Housekeepers and immigrants are not the only people who are afraid. These days many of us are thinking of the words of Martin Niemöller, the German theologian who was sent to a concentration camp because he opposed the Nazis:

“First they came for the Communists, and I didn’t speak up because I wasn’t a Communist. Then they came for the Socialists, and I did not speak up because I was not a Socialist. Then they came for the trade unionists, and I didn’t speak up because I wasn’t a trade unionist. Then they came for the Jews, and I didn’t speak up because I wasn’t a Jew. Then they came for me, and by that time, no one was left to speak up.”

The natural human response to a threat is a “fight, flight, or freeze” response. With regard to the fear engendered by the Trump Administration, we see the fight happening in a variety of ways, through legal challenges to Executive Orders, rallies, vigils and protests, community organizing, and lobbying of elected officials. Flight is also occurring, with many U.S. citizens exploring emigration options. Three quarters of the scientists surveyed in a poll conducted by the journal Nature said they were considering leaving the U.S. People are also fleeing psychologically by convincing themselves there is nothing to worry about, like the woman who lost her housekeeper. Others are freezing, feeling too overwhelmed and impotent to resist or respond to their concern for themselves or others. 

But human beings have a fourth way to respond to threat, one that can coexist with any of the other three – faith. Faith is not just a way of coping with conditions; it is a way of imagining alternative futures.

Our survival has always depended on our ability to leave behind old paradigms and find innovative solutions to existential crises. As we wonder what will become of us, we can also imagine what could become of us. Could we become a country that cherishes what we have instead of always chasing after more? Could we start paying all workers in all sectors a living wage? Could we eliminate food insecurity and make housing affordable for everyone? Could our education and healthcare outcomes start to improve, reversing the current precipitous decline? 

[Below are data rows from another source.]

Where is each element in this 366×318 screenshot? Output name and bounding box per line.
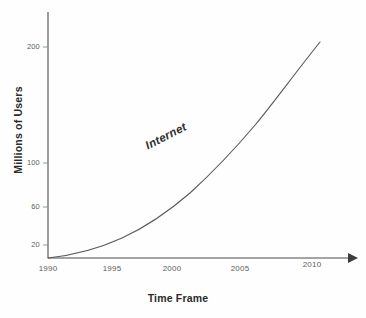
internet-growth-curve — [48, 42, 320, 258]
x-axis-arrowhead-icon — [348, 253, 358, 263]
y-tick-label-20: 20 — [14, 240, 40, 249]
x-tick-label-1995: 1995 — [94, 264, 130, 273]
chart-container: 200 100 60 20 1990 1995 2000 2005 2010 M… — [0, 0, 366, 318]
y-axis-title: Millions of Users — [12, 67, 24, 193]
x-tick-label-2000: 2000 — [154, 264, 190, 273]
y-tick-label-60: 60 — [14, 202, 40, 211]
x-tick-label-2005: 2005 — [222, 264, 258, 273]
x-tick-label-2010: 2010 — [294, 260, 330, 269]
x-axis-title: Time Frame — [118, 292, 238, 304]
y-tick-label-200: 200 — [14, 42, 40, 51]
x-tick-label-1990: 1990 — [30, 264, 66, 273]
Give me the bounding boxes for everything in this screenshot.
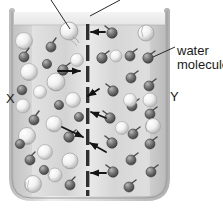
callout-label-line-2: molecule — [177, 57, 223, 72]
callout-label-line-1: water — [177, 43, 209, 58]
semipermeable-membrane — [86, 24, 89, 198]
beaker-contents — [14, 12, 165, 198]
diagram-canvas — [0, 0, 223, 209]
region-label-y: Y — [170, 90, 179, 104]
air-gap — [14, 12, 165, 25]
region-label-x: X — [6, 92, 15, 106]
callout-label-water-molecule: watermolecule — [177, 44, 223, 72]
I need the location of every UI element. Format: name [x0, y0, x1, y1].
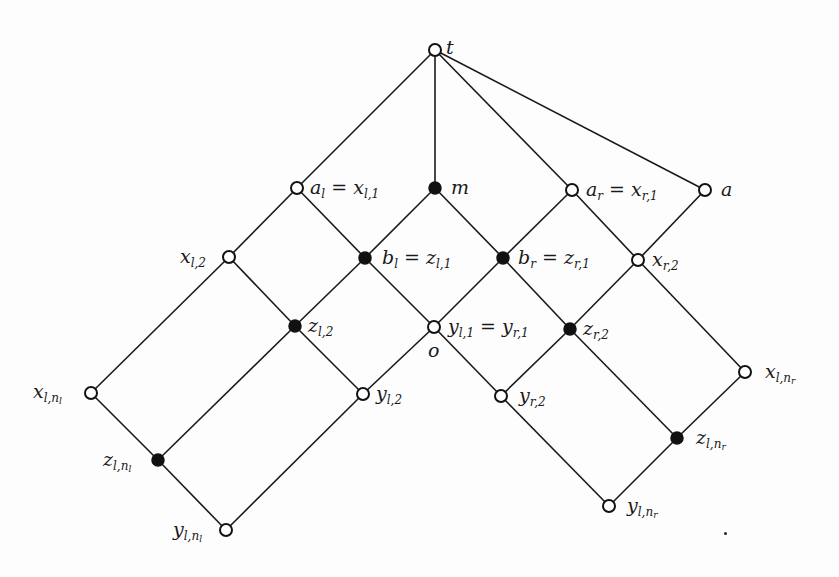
label-o_label: o	[428, 341, 439, 360]
node-label-z_l2: zl,2	[308, 316, 333, 338]
node-label-y_l2: yl,2	[376, 384, 402, 406]
node-m	[429, 182, 441, 194]
nodes-layer	[85, 44, 751, 536]
edge-z_l2-z_lnl	[158, 326, 295, 460]
node-t	[429, 44, 441, 56]
node-label-y_lnl: yl,nl	[173, 520, 202, 544]
lattice-diagram: tal = xl,1mar = xr,1axl,2bl = zl,1br = z…	[0, 0, 839, 577]
edge-y_r2-y_lnr	[501, 396, 609, 506]
node-z_r2	[564, 323, 576, 335]
node-label-m: m	[451, 178, 469, 197]
node-label-o: yl,1 = yr,1	[448, 317, 529, 339]
node-label-a_l: al = xl,1	[310, 178, 379, 200]
node-z_lnl	[152, 454, 164, 466]
edge-t-a_r	[435, 50, 572, 190]
stray-dot	[724, 532, 727, 535]
node-label-z_lnr: zl,nr	[696, 428, 726, 452]
node-a_l	[291, 182, 303, 194]
node-y_r2	[495, 390, 507, 402]
node-b_r	[497, 252, 509, 264]
node-x_lnr	[739, 366, 751, 378]
node-label-a_r: ar = xr,1	[586, 180, 658, 202]
node-label-x_lnl: xl,nl	[33, 382, 62, 406]
edge-a_l-x_l2	[229, 188, 297, 257]
node-label-b_l: bl = zl,1	[382, 248, 451, 270]
lattice-graph	[0, 0, 839, 577]
node-label-x_l2: xl,2	[180, 247, 206, 269]
edge-x_l2-x_lnl	[91, 257, 229, 393]
node-x_lnl	[85, 387, 97, 399]
node-a	[699, 184, 711, 196]
node-label-x_r2: xr,2	[652, 250, 679, 272]
node-label-x_lnr: xl,nr	[765, 362, 795, 386]
node-y_lnl	[220, 524, 232, 536]
edge-y_l2-y_lnl	[226, 394, 363, 530]
node-z_l2	[289, 320, 301, 332]
node-label-t: t	[446, 38, 454, 57]
node-label-y_r2: yr,2	[519, 386, 546, 408]
edge-t-a	[435, 50, 705, 190]
node-x_l2	[223, 251, 235, 263]
node-label-z_lnl: zl,nl	[103, 450, 131, 474]
node-b_l	[359, 252, 371, 264]
edge-x_l2-z_l2	[229, 257, 295, 326]
edge-z_r2-z_lnr	[570, 329, 677, 438]
node-label-z_r2: zr,2	[583, 319, 609, 341]
node-label-y_lnr: yl,nr	[627, 496, 657, 520]
node-label-a: a	[721, 180, 732, 199]
node-o	[428, 321, 440, 333]
node-label-b_r: br = zr,1	[518, 248, 590, 270]
node-a_r	[566, 184, 578, 196]
edge-x_r2-x_lnr	[638, 260, 745, 372]
node-y_lnr	[603, 500, 615, 512]
node-z_lnr	[671, 432, 683, 444]
edges-layer	[91, 50, 745, 530]
node-x_r2	[632, 254, 644, 266]
node-y_l2	[357, 388, 369, 400]
edge-t-a_l	[297, 50, 435, 188]
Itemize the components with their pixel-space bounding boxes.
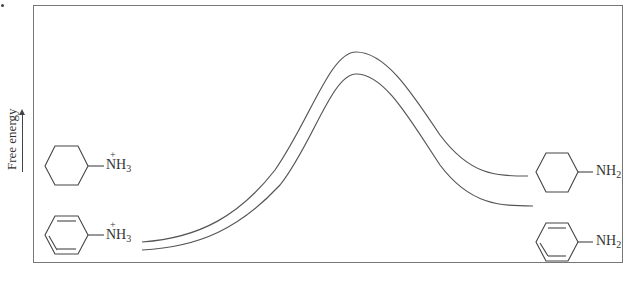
cyclohexane-ring-icon <box>536 153 593 192</box>
amine-label-left-top: NH3 <box>106 157 131 174</box>
subscript-text: 3 <box>126 163 131 174</box>
subscript-text: 2 <box>616 239 621 250</box>
cyclohexane-ring-icon <box>45 146 104 185</box>
energy-curve-phenyl <box>142 74 533 250</box>
amine-label-right-bottom: NH2 <box>596 233 621 250</box>
group-text: NH <box>596 163 616 178</box>
amine-label-left-bottom: NH3 <box>106 227 131 244</box>
benzene-ring-icon <box>536 223 593 261</box>
energy-diagram <box>0 0 629 285</box>
amine-label-right-top: NH2 <box>596 163 621 180</box>
energy-curve-cyclohexyl <box>142 52 528 242</box>
group-text: NH <box>106 227 126 242</box>
benzene-ring-icon <box>45 216 104 254</box>
subscript-text: 3 <box>126 233 131 244</box>
group-text: NH <box>596 233 616 248</box>
group-text: NH <box>106 157 126 172</box>
subscript-text: 2 <box>616 169 621 180</box>
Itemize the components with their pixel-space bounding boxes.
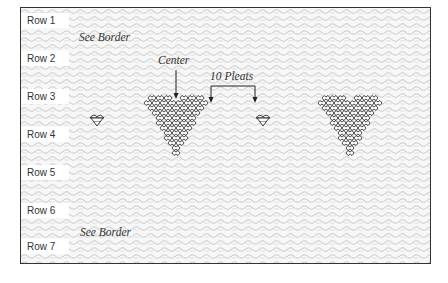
small-motif-center — [256, 115, 270, 126]
ten-pleats-bracket — [211, 86, 255, 100]
small-motif-left — [90, 115, 104, 126]
motif-overlay — [0, 0, 448, 283]
heart-motif-right — [318, 96, 382, 156]
heart-motif-left — [144, 96, 208, 156]
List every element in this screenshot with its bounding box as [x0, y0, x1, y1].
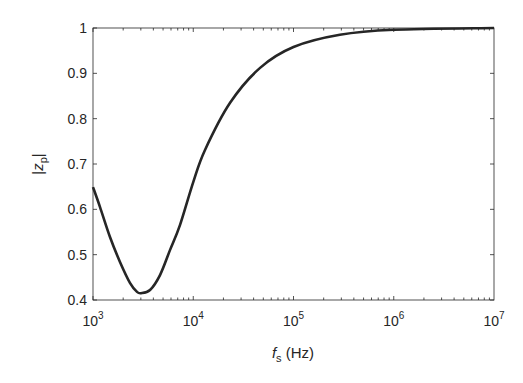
y-axis-label: |zp| [29, 153, 49, 174]
x-axis-ticks [93, 28, 489, 300]
y-tick-label: 1 [79, 20, 87, 36]
x-tick-label: 103 [82, 310, 104, 329]
y-axis-tick-labels: 0.40.50.60.70.80.91 [68, 20, 88, 308]
y-tick-label: 0.4 [68, 292, 88, 308]
y-tick-label: 0.9 [68, 65, 88, 81]
x-tick-label: 106 [383, 310, 405, 329]
axes-frame [93, 28, 494, 300]
y-tick-label: 0.5 [68, 247, 88, 263]
x-axis-tick-labels: 103104105106107 [82, 310, 505, 329]
chart: 103104105106107 0.40.50.60.70.80.91 fs (… [0, 0, 523, 383]
y-tick-label: 0.8 [68, 111, 88, 127]
x-tick-label: 105 [283, 310, 305, 329]
y-axis-ticks [93, 28, 494, 300]
x-tick-label: 104 [183, 310, 205, 329]
y-tick-label: 0.6 [68, 201, 88, 217]
y-tick-label: 0.7 [68, 156, 88, 172]
x-tick-label: 107 [483, 310, 505, 329]
y-axis-label-bar-right: | [29, 153, 46, 157]
data-series-line [93, 28, 494, 293]
x-axis-label: fs (Hz) [272, 344, 314, 364]
x-axis-label-units: (Hz) [282, 344, 315, 361]
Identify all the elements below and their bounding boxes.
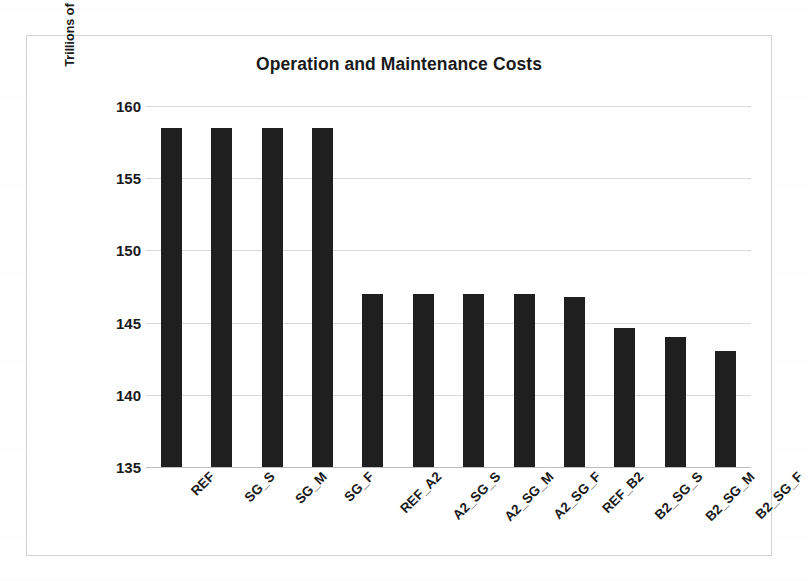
bar-B2_SG_M [665,337,686,467]
chart-title: Operation and Maintenance Costs [27,54,771,75]
bar-REF_B2 [564,297,585,467]
x-tick-label-REF: REF [188,469,218,499]
x-tick-label-A2_SG_S: A2_SG_S [450,469,504,523]
x-tick-label-REF_A2: REF_A2 [397,469,444,516]
y-axis-tick-labels: 135140145150155160 [83,106,141,467]
x-tick-label-A2_SG_M: A2_SG_M [501,469,556,524]
bar-A2_SG_F [514,294,535,467]
y-tick-label-150: 150 [89,242,141,259]
x-tick-label-SG_M: SG_M [292,469,330,507]
y-axis-title: Trillions of R$ [63,0,77,124]
y-tick-label-155: 155 [89,170,141,187]
x-tick-label-A2_SG_F: A2_SG_F [551,469,604,522]
y-tick-label-145: 145 [89,314,141,331]
bar-SG_F [312,128,333,467]
x-tick-label-B2_SG_M: B2_SG_M [703,469,758,524]
y-tick-label-160: 160 [89,98,141,115]
bar-REF_A2 [362,294,383,467]
x-tick-label-B2_SG_F: B2_SG_F [752,469,805,522]
bar-B2_SG_S [614,328,635,467]
gridline-140 [146,395,751,396]
x-tick-label-SG_S: SG_S [241,469,277,505]
bar-SG_S [211,128,232,467]
gridline-155 [146,178,751,179]
plot-area [146,106,751,467]
chart-frame: Operation and Maintenance Costs Trillion… [26,35,772,556]
bar-A2_SG_M [463,294,484,467]
bar-A2_SG_S [413,294,434,467]
gridline-150 [146,250,751,251]
y-tick-label-135: 135 [89,459,141,476]
gridline-135 [146,467,751,468]
x-tick-label-REF_B2: REF_B2 [599,469,646,516]
y-tick-label-140: 140 [89,386,141,403]
gridline-160 [146,106,751,107]
x-tick-label-B2_SG_S: B2_SG_S [652,469,706,523]
gridline-145 [146,323,751,324]
bar-REF [161,128,182,467]
x-tick-label-SG_F: SG_F [342,469,378,505]
bar-B2_SG_F [715,351,736,467]
x-axis-tick-labels: REFSG_SSG_MSG_FREF_A2A2_SG_SA2_SG_MA2_SG… [146,469,751,557]
bar-SG_M [262,128,283,467]
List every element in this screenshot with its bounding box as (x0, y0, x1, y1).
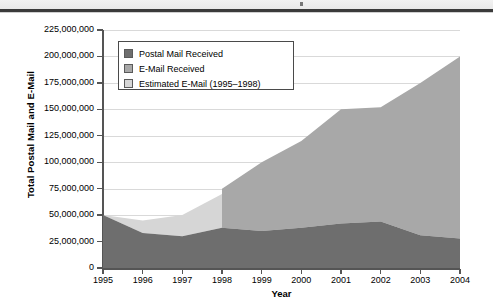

There are countless visionaries who are proposing new models for how we might live together more sustainably and securely in the future. They realize that our immigration issues here in the U.S. are part of global evolution and cannot be addressed without a global vision. Too often their ideas are dismissed as being impractical or iconoclastic. But to achieve any meaningful transformation, we have to take risks. If we have the courage and temerity to sacrifice our previously held assumptions about the way the world should be for us, there is a chance that we will live to see a new reality that better serves us, our fellow human beings, and future generations. 

This is where faith comes in. Belief in something greater than ourselves does not give us permission to leave everything up to a higher power. Rather, it gives us permission to face our fears that we might live to see a better day. We can do better to protect creation. We can do better to love our neighbor as ourselves. We can do better to protect the orphan, the widow and the stranger. We must never lose sight of this call as we navigate these dark and perilous days.